Paper short abstract:

This paper presents a three-part analytical framework to understand whether and how precarious urban workers, specifically street vendors, can pursue collective action to mitigate power imbalances within the informal economy. It applies this analysis to a study of street traders in Dar es Salaam.

Paper long abstract:

This paper aligns with a literature interested in whether and how worker collective action can mitigate power imbalances within the informal economy, power imbalances that then perpetuate unequal patterns of accumulation and dispossession. The paper sets out an analytical framework comprising three parts. First, it presents an analysis of class within the informal economy, specifically as it relates to precarious street vendors. This involves identifying a focus of contestation—for instance, access to the street—and the social relations that define a related class antagonism—for instance, between vendors who depend on access to the street and larger retailers plus allied state officials with an interest in evicting them. Second, the paper engages with the conditions whereby this class antagonism can inform street vendors' collective identity formation and organising. It focuses on co-operative organising, one, as a basis for addressing shared welfare concerns but also, two, as a platform for more overtly politicised and disruptive interventions.
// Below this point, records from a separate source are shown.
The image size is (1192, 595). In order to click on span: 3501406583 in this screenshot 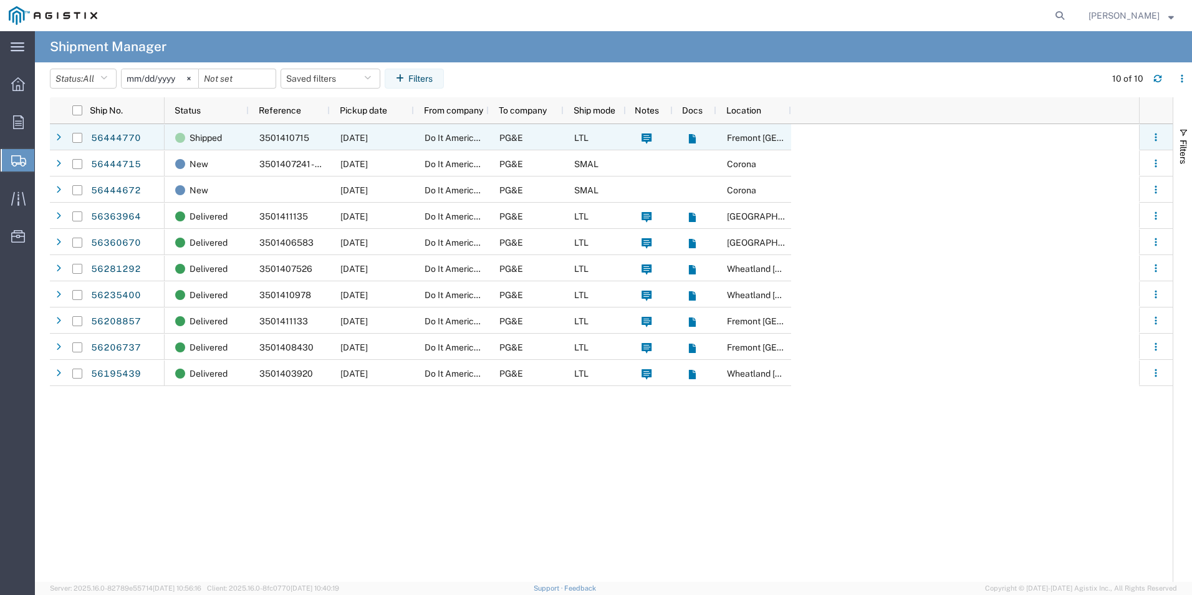, I will do `click(286, 243)`.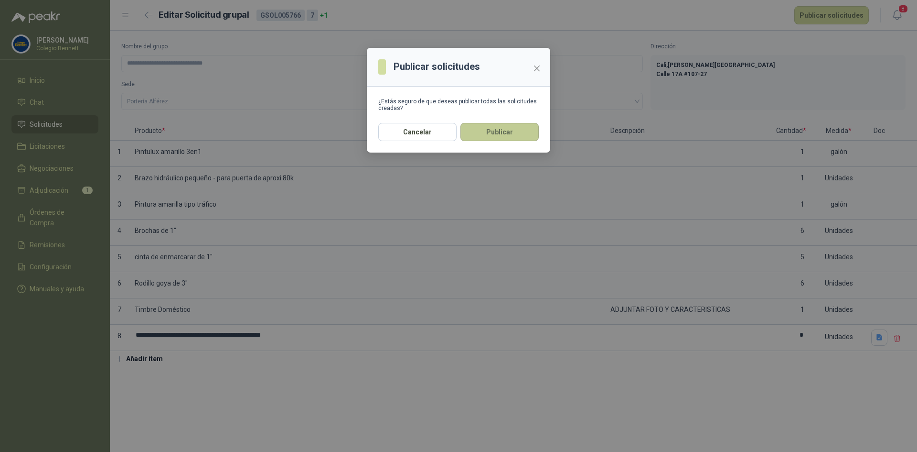 This screenshot has height=452, width=917. I want to click on button: Close, so click(537, 68).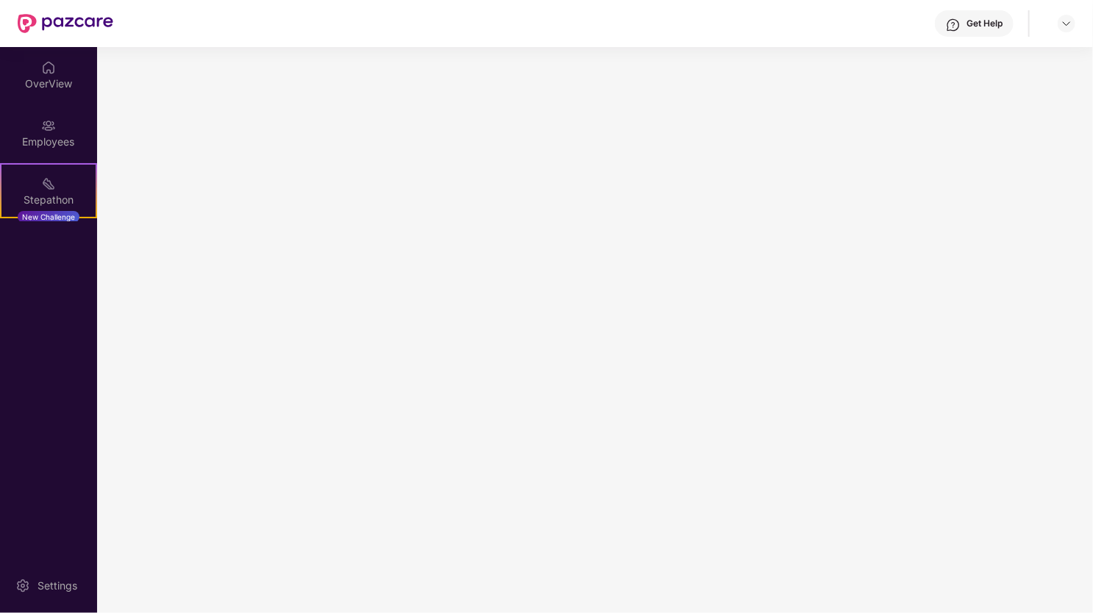 Image resolution: width=1093 pixels, height=613 pixels. I want to click on img: svg+xml;base64,PHN2ZyBpZD0iU2V0dGluZy0yMHgyMCIgeG1sbnM9Imh0dHA6Ly93d3cudzMub3JnLzIwMDAvc3ZnIiB3aW..., so click(23, 586).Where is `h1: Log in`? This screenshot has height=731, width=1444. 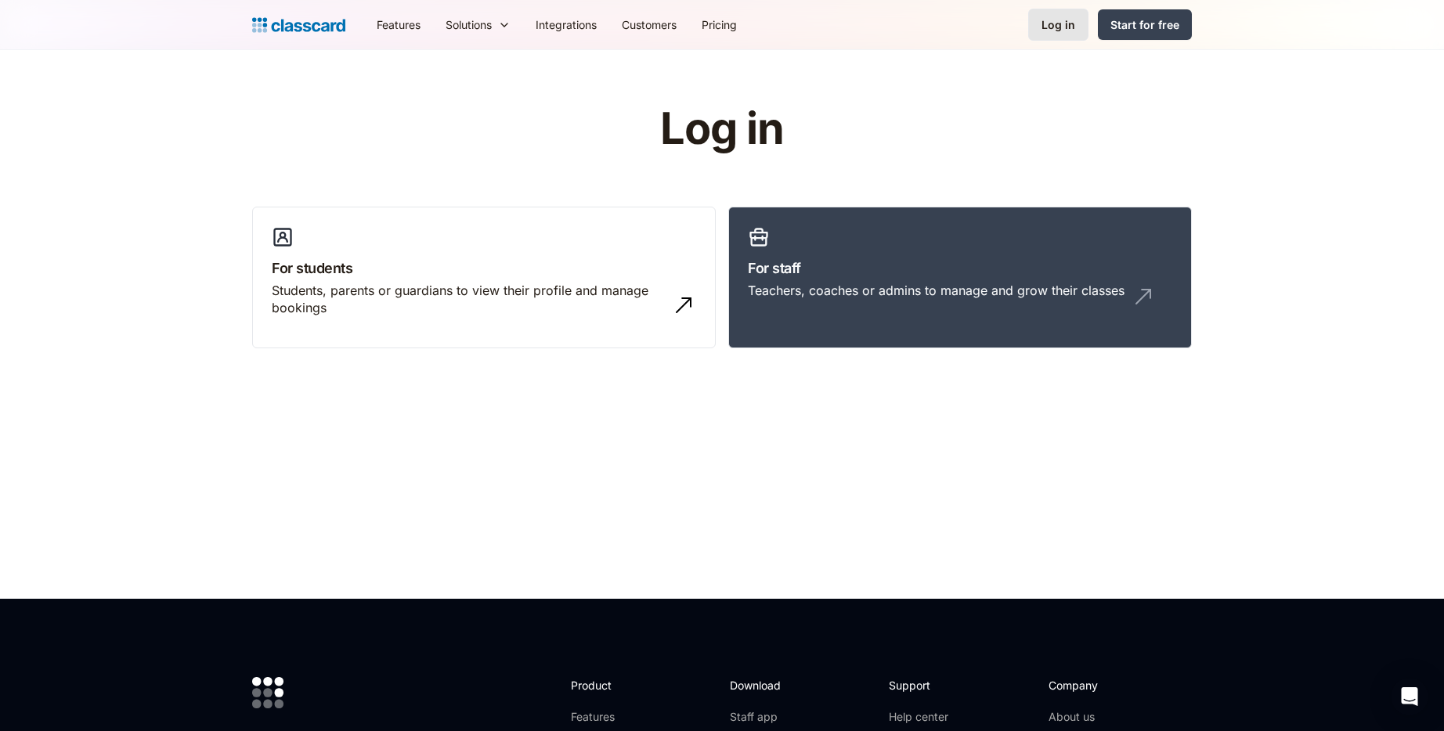 h1: Log in is located at coordinates (722, 129).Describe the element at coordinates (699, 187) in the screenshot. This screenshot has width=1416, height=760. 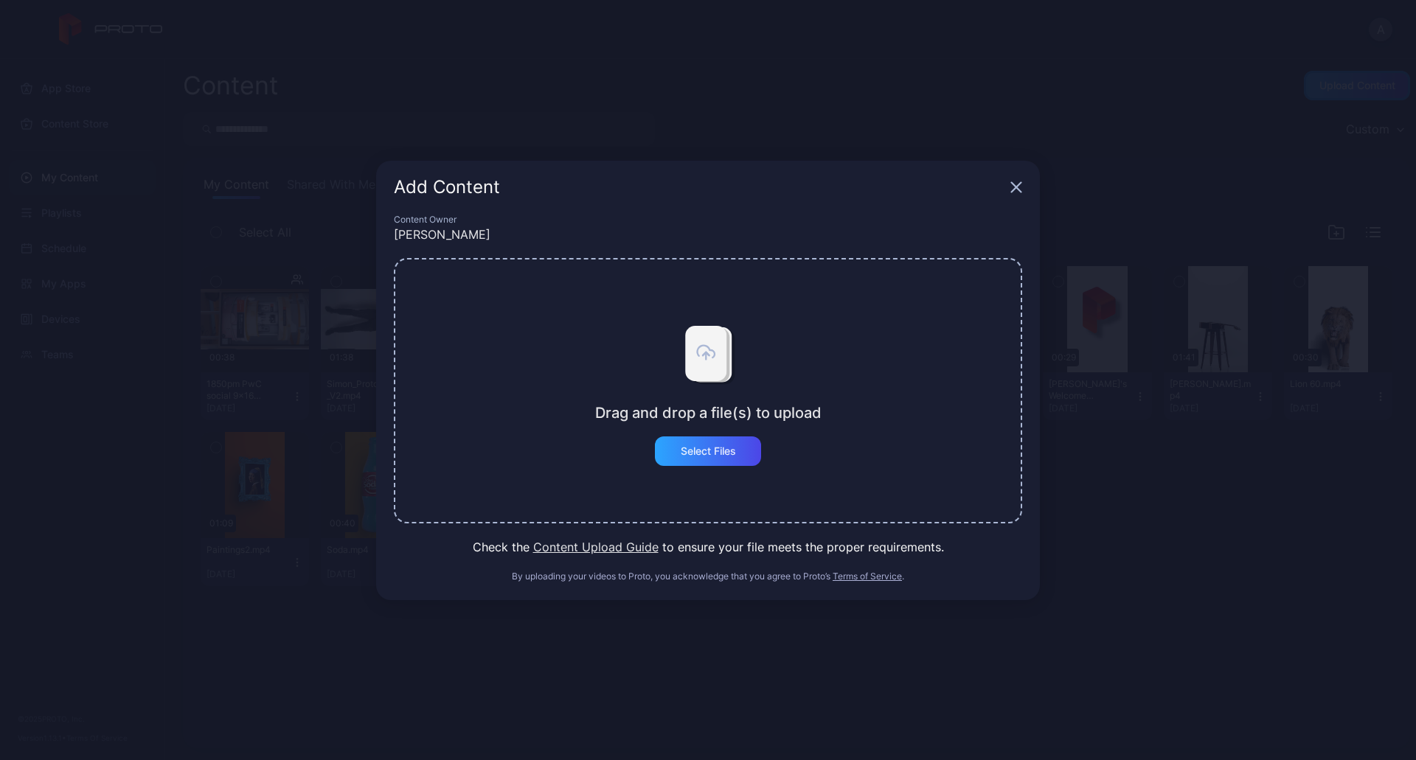
I see `div: Add Content` at that location.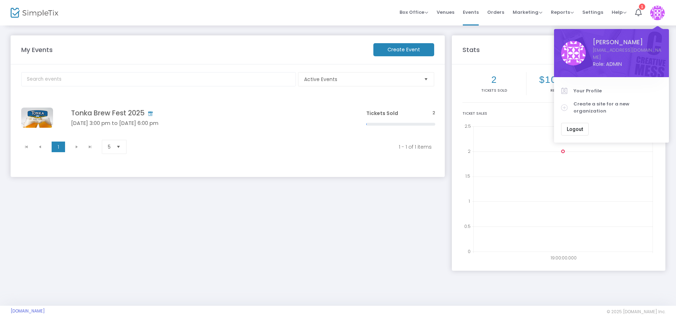 The image size is (676, 327). What do you see at coordinates (404, 49) in the screenshot?
I see `m-button: Create Event` at bounding box center [404, 49]. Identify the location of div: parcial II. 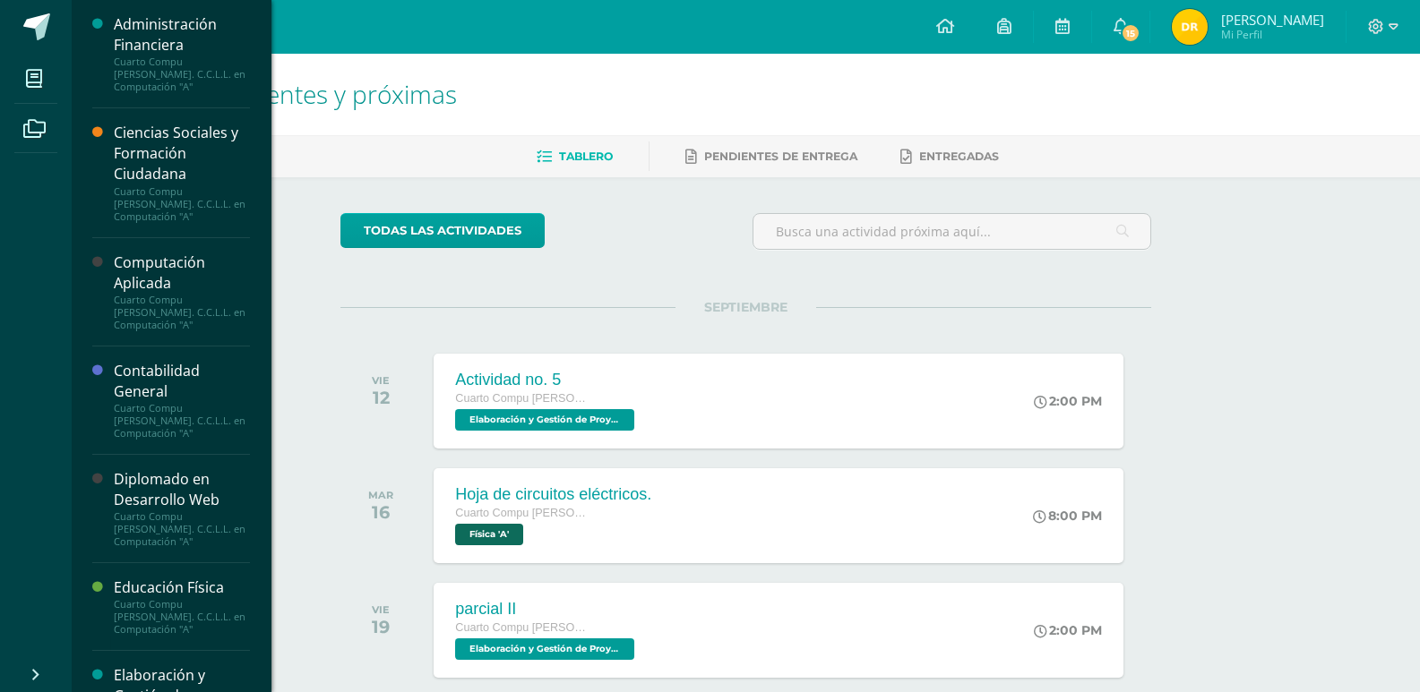
(546, 609).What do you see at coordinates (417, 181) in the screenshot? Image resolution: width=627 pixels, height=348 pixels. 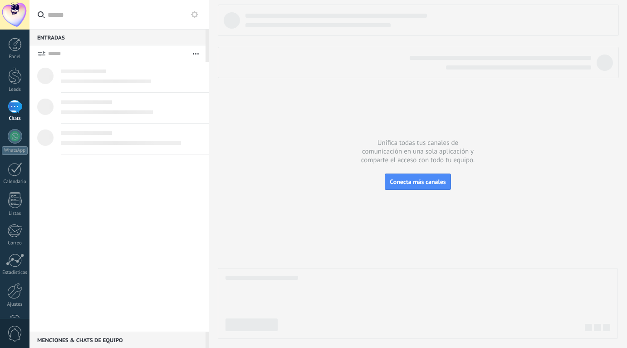 I see `button: Conecta más canales` at bounding box center [417, 181].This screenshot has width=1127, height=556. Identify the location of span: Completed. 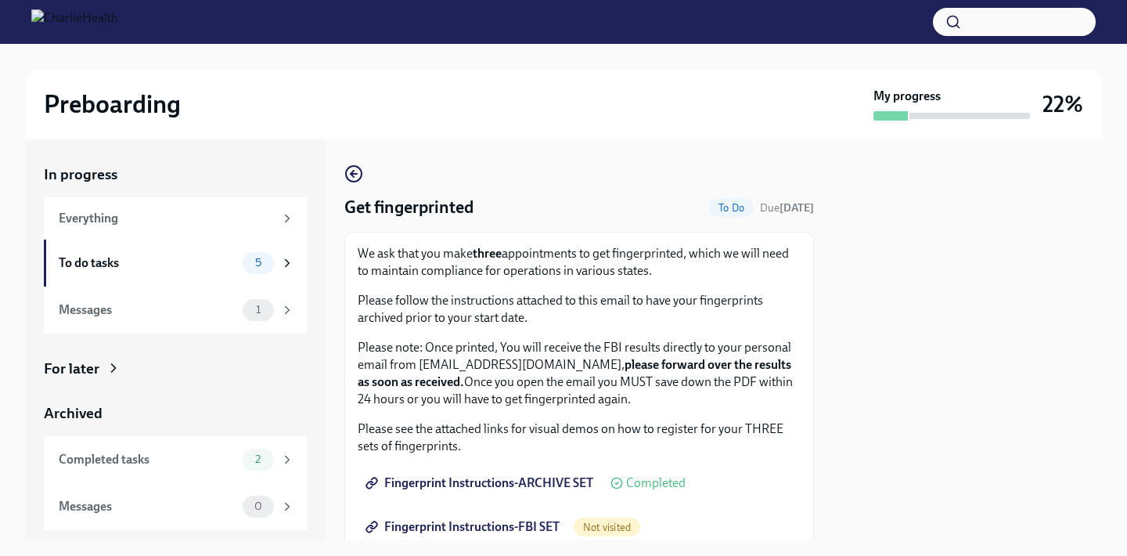
(656, 483).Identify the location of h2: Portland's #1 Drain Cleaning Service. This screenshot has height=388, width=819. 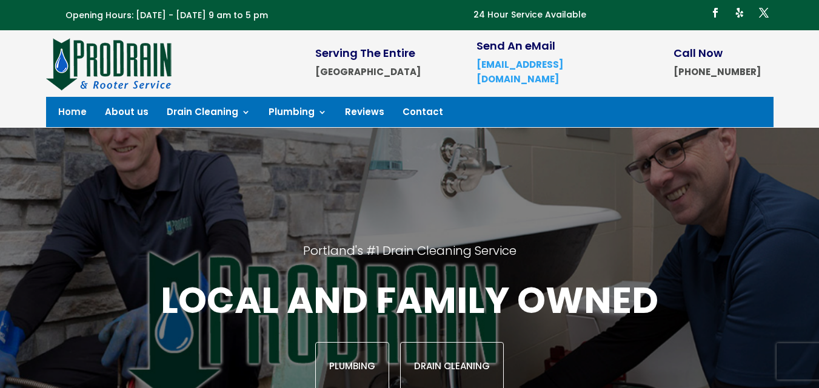
(409, 260).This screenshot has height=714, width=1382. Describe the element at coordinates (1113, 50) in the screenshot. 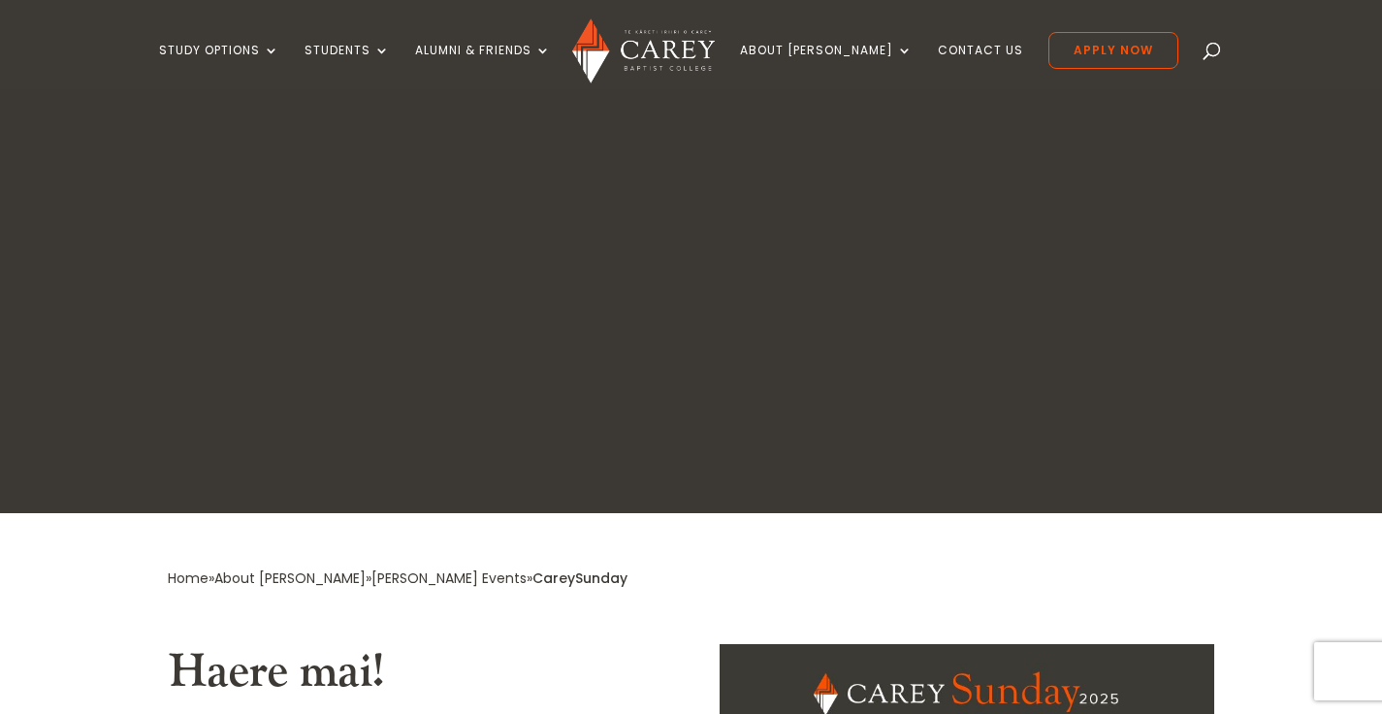

I see `a: Apply Now` at that location.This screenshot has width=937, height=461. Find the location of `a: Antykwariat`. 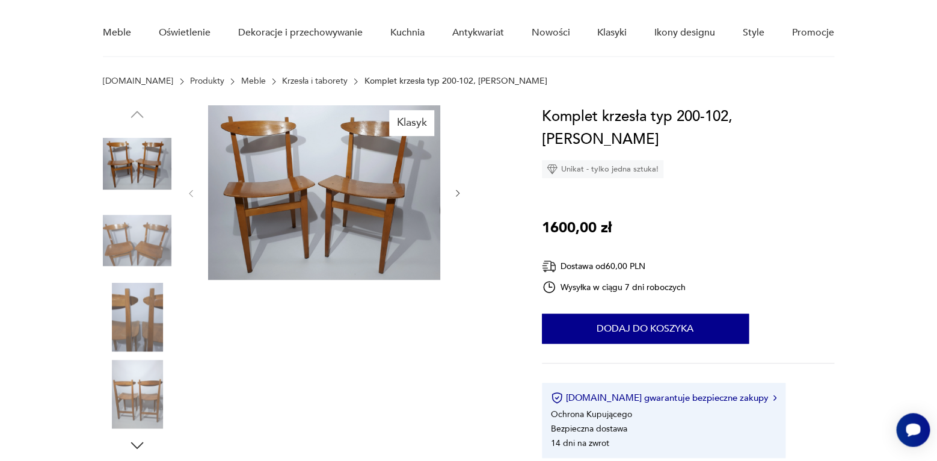

a: Antykwariat is located at coordinates (478, 32).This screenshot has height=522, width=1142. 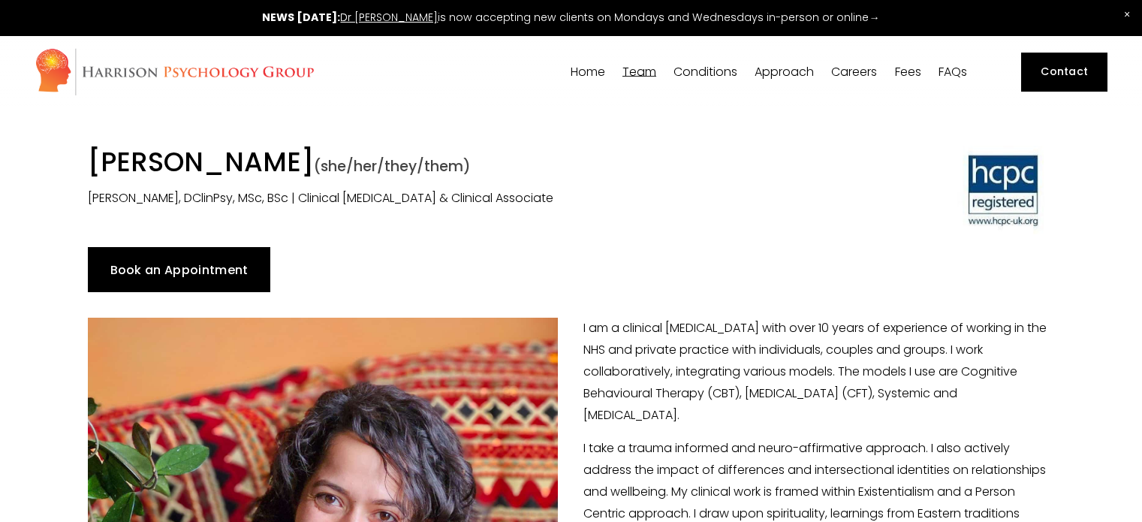 I want to click on a: Fees, so click(x=908, y=71).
Finally, the paper stresses the importance of integrating a study of bottom-up collective action with an analysis of urban elite power structures. This political analysis helps explain whether street vendors can gain leverage and achieve a degree of success through their collective action. After this theoretical discussion, the paper applies its three-part analytical framework to a study of street vendors in Tanzania's commercial capital, Dar es Salaam. It examines the recent shift from a regime of (relative) protection under President John Magufuli to an unprecedented mass eviction under his successor, President Samia Suluhu Hassan.

Panel P02b
Informality: a way of surviving the post-pandemic city?